Re: EEA(PR) for non-EU citizen after changing citizenship

Post by secret.simon » Wed Sep 09, 2015 3:39 pm

I would not dare contemplate HO logic. It is past all comprehension.

Look at my arguments, grounded in English grammar and the text of the regulations, being overturned by an HO email that does not spell out how they came to the conclusion that they did.
noajthan wrote:I'm aware not everything is spelt out in statute law which is why we also have case law (& even common law) at least in our Western European/Anglo Saxon jurisprudence.
Case law is not a Western European legal concept. It is specifically an English law concept. It doesn't even apply to Scots law.

The idea that a higher court's decisions bind the lower courts is found only in courts following the common law (common law incidentally because it applied both to Normans and Anglo-Saxons) tradition.

Civil law (almost all the rest of Western Europe except Ireland, Japan, China and all countries colonised by the French) place greater emphasis on interpreting the text of the law. Judgements of higher courts are taken as persuasive guidance, not binding law. That is why a German court and an English court may render the Surinder Singh judgment completely differently.
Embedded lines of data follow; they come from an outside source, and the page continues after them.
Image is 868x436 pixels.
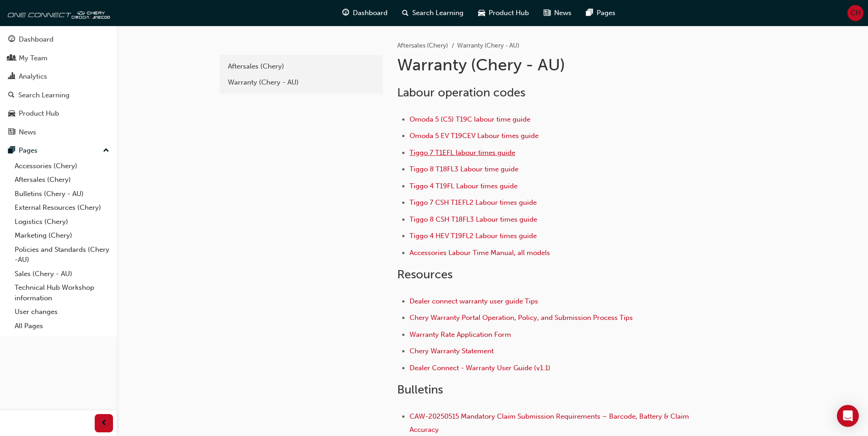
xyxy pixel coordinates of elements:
[409,115,530,123] a: Omoda 5 (C5) T19C labour time guide
[397,41,448,50] a: Aftersales (Chery)
[394,3,471,22] a: search-iconSearch Learning
[4,142,113,159] button: Pages
[11,173,113,187] a: Aftersales (Chery)
[409,248,550,257] a: Accessories Labour Time Manual, all models
[847,5,863,21] button: CH
[4,68,113,85] a: Analytics
[409,232,537,240] a: Tiggo 4 HEV T19FL2 Labour times guide
[8,36,15,44] span: guage-icon
[4,87,113,104] a: Search Learning
[579,3,623,22] a: pages-iconPages
[4,31,113,48] a: Dashboard
[488,8,529,18] span: Product Hub
[11,187,113,201] a: Bulletins (Chery - AU)
[19,108,59,119] div: Product Hub
[8,128,15,136] span: news-icon
[4,29,113,142] button: DashboardMy TeamAnalyticsSearch LearningProduct HubNews
[409,412,691,434] a: CAW-20250515 Mandatory Claim Submission Requirements – Barcode, Battery & Claim Accuracy
[536,3,579,22] a: news-iconNews
[457,41,519,51] li: Warranty (Chery - AU)
[11,319,113,333] a: All Pages
[409,216,537,223] a: Tiggo 8 CSH T18FL3 Labour times guide
[19,127,36,138] div: News
[19,34,53,45] div: Dashboard
[409,198,537,206] a: Tiggo 7 CSH T1EFL2 Labour times guide
[352,8,387,18] span: Dashboard
[228,61,374,72] div: Aftersales (Chery)
[409,314,633,322] a: Chery Warranty Portal Operation, Policy, and Submission Process Tips
[554,8,571,18] span: News
[19,53,48,64] div: My Team
[471,3,536,22] a: car-iconProduct Hub
[8,55,15,62] span: people-icon
[11,267,113,281] a: Sales (Chery - AU)
[412,8,463,18] span: Search Learning
[478,7,485,19] span: car-icon
[397,85,525,99] span: Labour operation codes
[342,7,349,19] span: guage-icon
[596,8,615,18] span: Pages
[18,90,69,101] div: Search Learning
[8,92,15,99] span: search-icon
[409,165,518,173] a: Tiggo 8 T18FL3 Labour time guide
[4,50,113,66] a: My Team
[409,347,494,355] a: Chery Warranty Statement
[850,8,860,18] span: CH
[101,418,107,429] span: prev-icon
[409,148,515,157] a: Tiggo 7 T1EFL labour times guide
[4,124,113,141] a: News
[11,281,113,304] a: Technical Hub Workshop information
[409,330,511,339] a: Warranty Rate Application Form
[397,267,453,281] span: Resources
[5,3,110,22] img: oneconnect
[409,182,517,190] a: Tiggo 4 T19FL Labour times guide
[586,7,593,19] span: pages-icon
[409,364,550,372] a: Dealer Connect - Warranty User Guide (v1.1)
[11,228,113,243] a: Marketing (Chery)
[19,71,47,82] div: Analytics
[19,146,38,156] div: Pages
[4,105,113,122] a: Product Hub
[11,243,113,267] a: Policies and Standards (Chery -AU)
[397,382,443,397] span: Bulletins
[402,7,408,19] span: search-icon
[103,145,109,157] span: up-icon
[223,59,379,74] a: Aftersales (Chery)
[335,3,394,22] a: guage-iconDashboard
[11,201,113,215] a: External Resources (Chery)
[11,159,113,173] a: Accessories (Chery)
[8,147,15,155] span: pages-icon
[397,55,697,75] h1: Warranty (Chery - AU)
[11,215,113,229] a: Logistics (Chery)
[8,110,15,118] span: car-icon
[409,132,538,140] a: Omoda 5 EV T19CEV Labour times guide
[409,297,538,305] a: Dealer connect warranty user guide Tips
[544,7,550,19] span: news-icon
[836,405,859,427] div: Open Intercom Messenger
[228,77,374,87] div: Warranty (Chery - AU)
[11,304,113,319] a: User changes
[8,73,15,81] span: chart-icon
[223,74,379,90] a: Warranty (Chery - AU)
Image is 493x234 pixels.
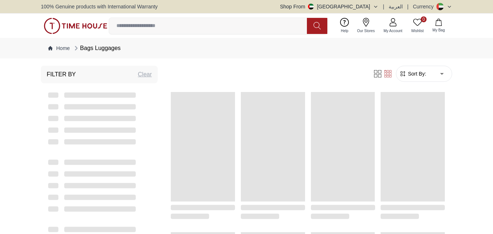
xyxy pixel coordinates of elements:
[48,45,70,52] a: Home
[406,70,426,77] span: Sort By:
[73,44,120,53] div: Bags Luggages
[354,28,378,34] span: Our Stores
[41,38,452,58] nav: Breadcrumb
[44,18,107,34] img: ...
[336,16,353,35] a: Help
[413,3,436,10] div: Currency
[399,70,426,77] button: Sort By:
[407,16,428,35] a: 0Wishlist
[41,3,158,10] span: 100% Genuine products with International Warranty
[308,4,314,9] img: United Arab Emirates
[429,27,448,33] span: My Bag
[407,3,409,10] span: |
[389,3,403,10] button: العربية
[138,70,152,79] div: Clear
[47,70,76,79] h3: Filter By
[383,3,384,10] span: |
[421,16,427,22] span: 0
[408,28,427,34] span: Wishlist
[428,17,449,34] button: My Bag
[353,16,379,35] a: Our Stores
[338,28,351,34] span: Help
[280,3,378,10] button: Shop From[GEOGRAPHIC_DATA]
[381,28,405,34] span: My Account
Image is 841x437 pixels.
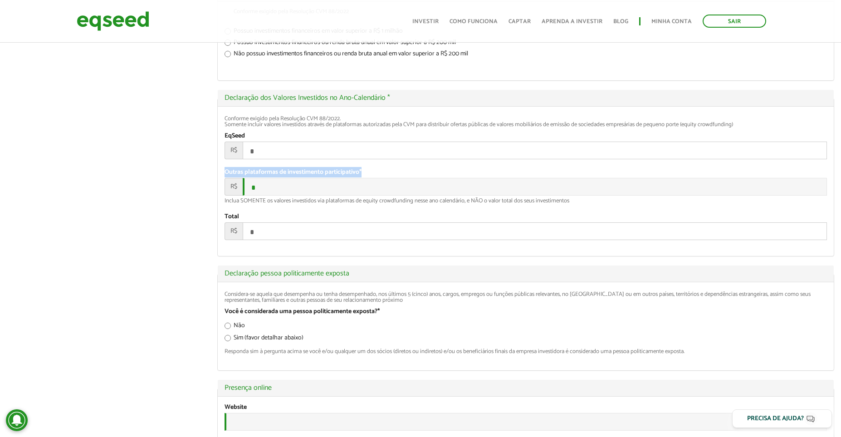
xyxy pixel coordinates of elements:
span: Este campo é obrigatório. [378,306,380,317]
a: Declaração pessoa politicamente exposta [225,270,828,277]
label: Possuo investimentos financeiros ou renda bruta anual em valor superior a R$ 200 mil [225,39,828,49]
span: Este campo é obrigatório. [359,167,362,177]
label: Não possuo investimentos financeiros ou renda bruta anual em valor superior a R$ 200 mil [225,51,828,60]
a: Captar [509,19,531,25]
div: Conforme exigido pela Resolução CVM 88/2022. Somente incluir valores investidos através de plataf... [225,116,828,128]
img: EqSeed [77,9,149,33]
a: Blog [614,19,629,25]
a: Como funciona [450,19,498,25]
div: Inclua SOMENTE os valores investidos via plataformas de equity crowdfunding nesse ano calendário,... [225,198,828,204]
a: Sair [703,15,767,28]
a: Declaração dos Valores Investidos no Ano-Calendário * [225,94,828,102]
input: Não [225,323,231,329]
label: Website [225,404,247,411]
a: Aprenda a investir [542,19,603,25]
div: Responda sim à pergunta acima se você e/ou qualquer um dos sócios (diretos ou indiretos) e/ou os ... [225,349,828,354]
span: R$ [225,142,243,159]
a: Minha conta [652,19,692,25]
label: Não [225,323,245,332]
label: Sim (favor detalhar abaixo) [225,335,304,344]
a: Investir [413,19,439,25]
input: Possuo investimentos financeiros ou renda bruta anual em valor superior a R$ 200 mil [225,39,231,46]
input: Sim (favor detalhar abaixo) [225,335,231,341]
label: Total [225,214,239,220]
label: EqSeed [225,133,245,139]
input: Não possuo investimentos financeiros ou renda bruta anual em valor superior a R$ 200 mil [225,51,231,57]
label: Você é considerada uma pessoa politicamente exposta? [225,309,380,315]
a: Presença online [225,384,828,392]
div: Considera-se aquela que desempenha ou tenha desempenhado, nos últimos 5 (cinco) anos, cargos, emp... [225,291,828,303]
span: R$ [225,178,243,196]
span: R$ [225,222,243,240]
label: Outras plataformas de investimento participativo [225,169,362,176]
The philosophy of the law is different. That is also why I am not entirely convinced that a pan-European court system is a good idea.

In any case, the civil law system is moving towards a more case law approach. It is called jurisprudence constante. But it still places a higher value on the text of a law than on any judgments related to it.

So, be careful when you mention Western European jurisprudence. It is more varied than you think.